Reprinted compliments of Canadian MoneySaver, PO Box 370, Bath, Ontario K0H 1G0 (613) 352-7448 http://www.canadianmoneysaver.ca

DFA Comes to Canada

By John DeGoey

Assante Capital Management, Ltd.

September 2004

About a year ago, perhaps the best money management firm that most people have never heard of came to Canada. In that short span, they have already gathered over $150 million in retail client assets. Total Canadian assets (including institutional money) stands at over a billion dollars. Not bad for a company that only offers its products through a select number of financial advisors. In fact, at the time of writing, there were only about 40 advisors in all of Canada who were approved to offer DFA funds for sale. That’s right—advisors have to demonstrate that they understand DFA’s products before the company will allow them to sell it. How's that for being discerning about your "distribution channel"?

In short order, DFA gained a reputation as the "smartest guys in the business". The full name of the company is Dimensional Fund Advisors, and it was co-founded over 20 years ago by David Booth and Rex Sinquefield. Booth and Sinquefield are imposing academics themselves, but other people at the firm are perhaps even more impressive. Industry giant Roger Ibbotson is currently on the Board of Directors and over the years, DFA's Board of Advisors has also included the likes of Merton Miller, Robert Merton and Myron Scholes—all Nobel Prize winners in the field of economics. Two other leading candidates to win a Nobel some day, Eugene Fama and Ken French, are on staff as the primary drivers in developing the company’s products. To say these guys are "smart" is rather like suggesting Einstein was "brighter than most". It’s a huge understatement.

What sets DFA apart from virtually all other money managers is that their products are predicated on the Fama/ French three factor model of stock returns. In short, they have determined that markets are essentially "efficient", meaning security selection is essentially useless. As a result, the company does absolutely no research or fundamental analysis—something they consider to be a colossal waste of time (and money). Although they don't necessarily believe all prices are always exactly right, they do believe that they are just as likely to be too high as too low and that there is no way any modest idiosyncratic mispricings can be consistently exploited to add value over time and after fees. They see it as their mission to assist advisors in being properly grounded in both portfolio theory and investment logic. They’re indexers, but with a twist.

The twist is the three-factor model, which Fama and French developed after testing a theory developed earlier by their friend Bill Sharpe (another Nobel Laureate, by the way). Sharpe had just developed the Capital Asset Pricing Model (CAPM), which basically suggested that risk and return were related—the more return one wants, the more risk one needs to take. Their job was to see if they could find consistent sources of risk and return, given that there were a number of instances where CAPM didn't seem to work. They found that risk and return essentially exist on three "dimensions", those of market, company size and company price. In essence, the Fama/ French model says that stocks have higher expected returns than bonds, small stocks have higher expected returns than large stocks and lower priced "value" stocks have higher expected returns than higher-priced "growth" stocks.

Their research has shown that about 96% of the variation in returns is due to the three risk factor exposures they identified. Stock picking and market timing explain the other 4% in variation. After fees, DFA has shown that the effect of these other factors is actually negative. In short, DFA set out to make a name for themselves by effectively seeking out risk wherever they believed there was a reasonable chance that additional risk would lead to a positive expected return based on systematic, economically proven, long-term investment principles. In so doing, they would ignore the random error generated by earnings pronouncements and the like. By tilting their index-based portfolios toward value and small cap stocks, DFA essentially pursues what some people call an “enhanced indexing” strategy. Their philosophy is based on passive investing, but it is not so slavish in its application that it fails to take into account some reasonable expectations that are based on research supported by time series data going back nearly 80 years.

The problem most people have with indexing is that they intuitively want to believe that there’s someone out there who can add value after fees by exploiting whatever market inefficiencies might exist. In essence, DFA halfway agrees. They believe in various dimensions of risk and return and that these dimensions can and should be profitably exploited. They just don't believe that security selection is a part of the exploitation process. Instead, if small stocks and value stocks outperform a broader benchmark, then people should simply seek to own all the small stocks and values stocks and not spend a minute of time or a dollar of capital in trying to determine which of those companies will actually add to returns.

The great irony of all this is that DFA have now painted themselves as the alpha males of the capitalist world. They continue to believe in the fundamental premise of Sharpe’s work that risk and return are related. They’ve just built what they believe is a better mousetrap and continue to delight in pointing out that "the market works". In fact, one of Rex Sinquefield’s favourite quips is that the only people who don’t think markets work are communists and active managers. Most active management types don’t find that kind of “in your face humour” all that funny. Then again, they’re probably just envious of all those Nobel Prizes on the DFA mantel.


> _What the task requires_: Ignoring the pictures, repeat every entry below exactly as it appears.

(Data tied to figure images)
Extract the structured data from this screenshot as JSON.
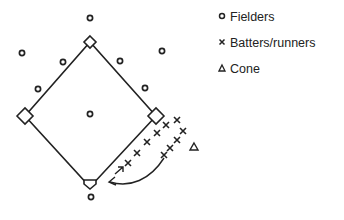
{
  "diagram": {
    "type": "baseball-field-drill",
    "bases": {
      "second": [
        90,
        42
      ],
      "third": [
        25,
        116
      ],
      "first": [
        156,
        116
      ],
      "home": [
        90,
        187
      ]
    },
    "fielders": [
      [
        90,
        18
      ],
      [
        22,
        53
      ],
      [
        63,
        62
      ],
      [
        120,
        61
      ],
      [
        162,
        51
      ],
      [
        38,
        89
      ],
      [
        145,
        88
      ],
      [
        90,
        114
      ],
      [
        91,
        197
      ]
    ],
    "batters_runners": [
      [
        166,
        125
      ],
      [
        177,
        120
      ],
      [
        183,
        131
      ],
      [
        157,
        133
      ],
      [
        177,
        140
      ],
      [
        147,
        142
      ],
      [
        170,
        148
      ],
      [
        137,
        153
      ],
      [
        164,
        155
      ],
      [
        128,
        163
      ]
    ],
    "cone": [
      194,
      147
    ],
    "arrows": [
      {
        "from": [
          115,
          174
        ],
        "to": [
          122,
          168
        ],
        "type": "straight"
      },
      {
        "from": [
          164,
          158
        ],
        "to": [
          110,
          183
        ],
        "type": "curved"
      }
    ]
  },
  "legend": {
    "items": [
      {
        "symbol": "circle",
        "label": "Fielders"
      },
      {
        "symbol": "x",
        "label": "Batters/runners"
      },
      {
        "symbol": "triangle",
        "label": "Cone"
      }
    ]
  }
}
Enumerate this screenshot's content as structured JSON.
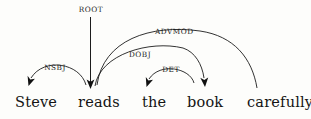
{
  "diagram": {
    "type": "dependency-parse",
    "sentence": "Steve reads the book carefully",
    "tokens": [
      {
        "id": "steve",
        "text": "Steve",
        "x": 15,
        "y": 94
      },
      {
        "id": "reads",
        "text": "reads",
        "x": 78,
        "y": 94
      },
      {
        "id": "the",
        "text": "the",
        "x": 142,
        "y": 94
      },
      {
        "id": "book",
        "text": "book",
        "x": 187,
        "y": 94
      },
      {
        "id": "carefully",
        "text": "carefully",
        "x": 247,
        "y": 94
      }
    ],
    "relations": [
      {
        "id": "root",
        "label": "ROOT",
        "head": "",
        "dependent": "reads",
        "label_x": 78,
        "label_y": 5,
        "label_w": 26
      },
      {
        "id": "nsbj",
        "label": "NSBJ",
        "head": "reads",
        "dependent": "Steve",
        "label_x": 42,
        "label_y": 63,
        "label_w": 26
      },
      {
        "id": "dobj",
        "label": "DOBJ",
        "head": "reads",
        "dependent": "book",
        "label_x": 127,
        "label_y": 50,
        "label_w": 26
      },
      {
        "id": "det",
        "label": "DET",
        "head": "book",
        "dependent": "the",
        "label_x": 160,
        "label_y": 65,
        "label_w": 22
      },
      {
        "id": "advmod",
        "label": "ADVMOD",
        "head": "reads",
        "dependent": "carefully",
        "label_x": 155,
        "label_y": 27,
        "label_w": 38
      }
    ],
    "colors": {
      "background": "#fdfdfb",
      "ink": "#1c1c1c",
      "text": "#141414"
    }
  }
}
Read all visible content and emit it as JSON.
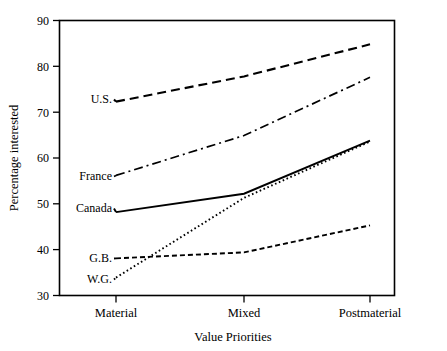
{
  "chart_data": {
    "type": "line",
    "title": "",
    "subtitle": "",
    "xlabel": "Value Priorities",
    "ylabel": "Percentage interested",
    "categories": [
      "Material",
      "Mixed",
      "Postmaterial"
    ],
    "xtick_labels": [
      "Material",
      "Mixed",
      "Postmaterial"
    ],
    "ytick_labels": [
      "30",
      "40",
      "50",
      "60",
      "70",
      "80",
      "90"
    ],
    "ytick_values": [
      30,
      40,
      50,
      60,
      70,
      80,
      90
    ],
    "ylim": [
      30,
      90
    ],
    "grid": false,
    "legend_position": "inline-left-labels",
    "annotations": [
      {
        "text": "U.S.",
        "series": "U.S.",
        "value": 72.3
      },
      {
        "text": "France",
        "series": "France",
        "value": 56.2
      },
      {
        "text": "Canada",
        "series": "Canada",
        "value": 48.2
      },
      {
        "text": "G.B.",
        "series": "G.B.",
        "value": 38.1
      },
      {
        "text": "W.G.",
        "series": "W.G.",
        "value": 33.9
      }
    ],
    "series": [
      {
        "name": "U.S.",
        "label": "U.S.",
        "style": "dashed",
        "dasharray": "9,5",
        "width": 2.1,
        "color": "#000000",
        "values": [
          72.3,
          77.8,
          84.8
        ]
      },
      {
        "name": "France",
        "label": "France",
        "style": "dash-dot",
        "dasharray": "9,4,2,4",
        "width": 1.7,
        "color": "#000000",
        "values": [
          56.2,
          64.9,
          77.6
        ]
      },
      {
        "name": "Canada",
        "label": "Canada",
        "style": "solid",
        "dasharray": "none",
        "width": 1.9,
        "color": "#000000",
        "values": [
          48.2,
          52.2,
          63.8
        ]
      },
      {
        "name": "G.B.",
        "label": "G.B.",
        "style": "short-dashed",
        "dasharray": "5,3",
        "width": 1.9,
        "color": "#000000",
        "values": [
          38.1,
          39.4,
          45.3
        ]
      },
      {
        "name": "W.G.",
        "label": "W.G.",
        "style": "dotted",
        "dasharray": "1.6,2.6",
        "width": 1.9,
        "color": "#000000",
        "values": [
          33.9,
          51.3,
          63.6
        ]
      }
    ]
  },
  "axes": {
    "y_title": "Percentage interested",
    "x_title": "Value Priorities",
    "y_ticks": [
      "90",
      "80",
      "70",
      "60",
      "50",
      "40",
      "30"
    ],
    "x_ticks": [
      "Material",
      "Mixed",
      "Postmaterial"
    ]
  },
  "labels": {
    "us": "U.S.",
    "france": "France",
    "canada": "Canada",
    "gb": "G.B.",
    "wg": "W.G."
  },
  "colors": {
    "ink": "#000000",
    "background": "#ffffff"
  }
}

> _Task answer_:
Extract the structured data from this screenshot as JSON.
{
  "diagram": {
    "type": "baseball-field-drill",
    "bases": {
      "second": [
        90,
        42
      ],
      "third": [
        25,
        116
      ],
      "first": [
        156,
        116
      ],
      "home": [
        90,
        187
      ]
    },
    "fielders": [
      [
        90,
        18
      ],
      [
        22,
        53
      ],
      [
        63,
        62
      ],
      [
        120,
        61
      ],
      [
        162,
        51
      ],
      [
        38,
        89
      ],
      [
        145,
        88
      ],
      [
        90,
        114
      ],
      [
        91,
        197
      ]
    ],
    "batters_runners": [
      [
        166,
        125
      ],
      [
        177,
        120
      ],
      [
        183,
        131
      ],
      [
        157,
        133
      ],
      [
        177,
        140
      ],
      [
        147,
        142
      ],
      [
        170,
        148
      ],
      [
        137,
        153
      ],
      [
        164,
        155
      ],
      [
        128,
        163
      ]
    ],
    "cone": [
      194,
      147
    ],
    "arrows": [
      {
        "from": [
          115,
          174
        ],
        "to": [
          122,
          168
        ],
        "type": "straight"
      },
      {
        "from": [
          164,
          158
        ],
        "to": [
          110,
          183
        ],
        "type": "curved"
      }
    ]
  },
  "legend": {
    "items": [
      {
        "symbol": "circle",
        "label": "Fielders"
      },
      {
        "symbol": "x",
        "label": "Batters/runners"
      },
      {
        "symbol": "triangle",
        "label": "Cone"
      }
    ]
  }
}
Enumerate this screenshot's content as structured JSON.
{
  "diagram": {
    "type": "dependency-parse",
    "sentence": "Steve reads the book carefully",
    "tokens": [
      {
        "id": "steve",
        "text": "Steve",
        "x": 15,
        "y": 94
      },
      {
        "id": "reads",
        "text": "reads",
        "x": 78,
        "y": 94
      },
      {
        "id": "the",
        "text": "the",
        "x": 142,
        "y": 94
      },
      {
        "id": "book",
        "text": "book",
        "x": 187,
        "y": 94
      },
      {
        "id": "carefully",
        "text": "carefully",
        "x": 247,
        "y": 94
      }
    ],
    "relations": [
      {
        "id": "root",
        "label": "ROOT",
        "head": "",
        "dependent": "reads",
        "label_x": 78,
        "label_y": 5,
        "label_w": 26
      },
      {
        "id": "nsbj",
        "label": "NSBJ",
        "head": "reads",
        "dependent": "Steve",
        "label_x": 42,
        "label_y": 63,
        "label_w": 26
      },
      {
        "id": "dobj",
        "label": "DOBJ",
        "head": "reads",
        "dependent": "book",
        "label_x": 127,
        "label_y": 50,
        "label_w": 26
      },
      {
        "id": "det",
        "label": "DET",
        "head": "book",
        "dependent": "the",
        "label_x": 160,
        "label_y": 65,
        "label_w": 22
      },
      {
        "id": "advmod",
        "label": "ADVMOD",
        "head": "reads",
        "dependent": "carefully",
        "label_x": 155,
        "label_y": 27,
        "label_w": 38
      }
    ],
    "colors": {
      "background": "#fdfdfb",
      "ink": "#1c1c1c",
      "text": "#141414"
    }
  }
}
Read all visible content and emit it as JSON.
{
  "chart_data": {
    "type": "line",
    "title": "",
    "subtitle": "",
    "xlabel": "Value Priorities",
    "ylabel": "Percentage interested",
    "categories": [
      "Material",
      "Mixed",
      "Postmaterial"
    ],
    "xtick_labels": [
      "Material",
      "Mixed",
      "Postmaterial"
    ],
    "ytick_labels": [
      "30",
      "40",
      "50",
      "60",
      "70",
      "80",
      "90"
    ],
    "ytick_values": [
      30,
      40,
      50,
      60,
      70,
      80,
      90
    ],
    "ylim": [
      30,
      90
    ],
    "grid": false,
    "legend_position": "inline-left-labels",
    "annotations": [
      {
        "text": "U.S.",
        "series": "U.S.",
        "value": 72.3
      },
      {
        "text": "France",
        "series": "France",
        "value": 56.2
      },
      {
        "text": "Canada",
        "series": "Canada",
        "value": 48.2
      },
      {
        "text": "G.B.",
        "series": "G.B.",
        "value": 38.1
      },
      {
        "text": "W.G.",
        "series": "W.G.",
        "value": 33.9
      }
    ],
    "series": [
      {
        "name": "U.S.",
        "label": "U.S.",
        "style": "dashed",
        "dasharray": "9,5",
        "width": 2.1,
        "color": "#000000",
        "values": [
          72.3,
          77.8,
          84.8
        ]
      },
      {
        "name": "France",
        "label": "France",
        "style": "dash-dot",
        "dasharray": "9,4,2,4",
        "width": 1.7,
        "color": "#000000",
        "values": [
          56.2,
          64.9,
          77.6
        ]
      },
      {
        "name": "Canada",
        "label": "Canada",
        "style": "solid",
        "dasharray": "none",
        "width": 1.9,
        "color": "#000000",
        "values": [
          48.2,
          52.2,
          63.8
        ]
      },
      {
        "name": "G.B.",
        "label": "G.B.",
        "style": "short-dashed",
        "dasharray": "5,3",
        "width": 1.9,
        "color": "#000000",
        "values": [
          38.1,
          39.4,
          45.3
        ]
      },
      {
        "name": "W.G.",
        "label": "W.G.",
        "style": "dotted",
        "dasharray": "1.6,2.6",
        "width": 1.9,
        "color": "#000000",
        "values": [
          33.9,
          51.3,
          63.6
        ]
      }
    ]
  },
  "axes": {
    "y_title": "Percentage interested",
    "x_title": "Value Priorities",
    "y_ticks": [
      "90",
      "80",
      "70",
      "60",
      "50",
      "40",
      "30"
    ],
    "x_ticks": [
      "Material",
      "Mixed",
      "Postmaterial"
    ]
  },
  "labels": {
    "us": "U.S.",
    "france": "France",
    "canada": "Canada",
    "gb": "G.B.",
    "wg": "W.G."
  },
  "colors": {
    "ink": "#000000",
    "background": "#ffffff"
  }
}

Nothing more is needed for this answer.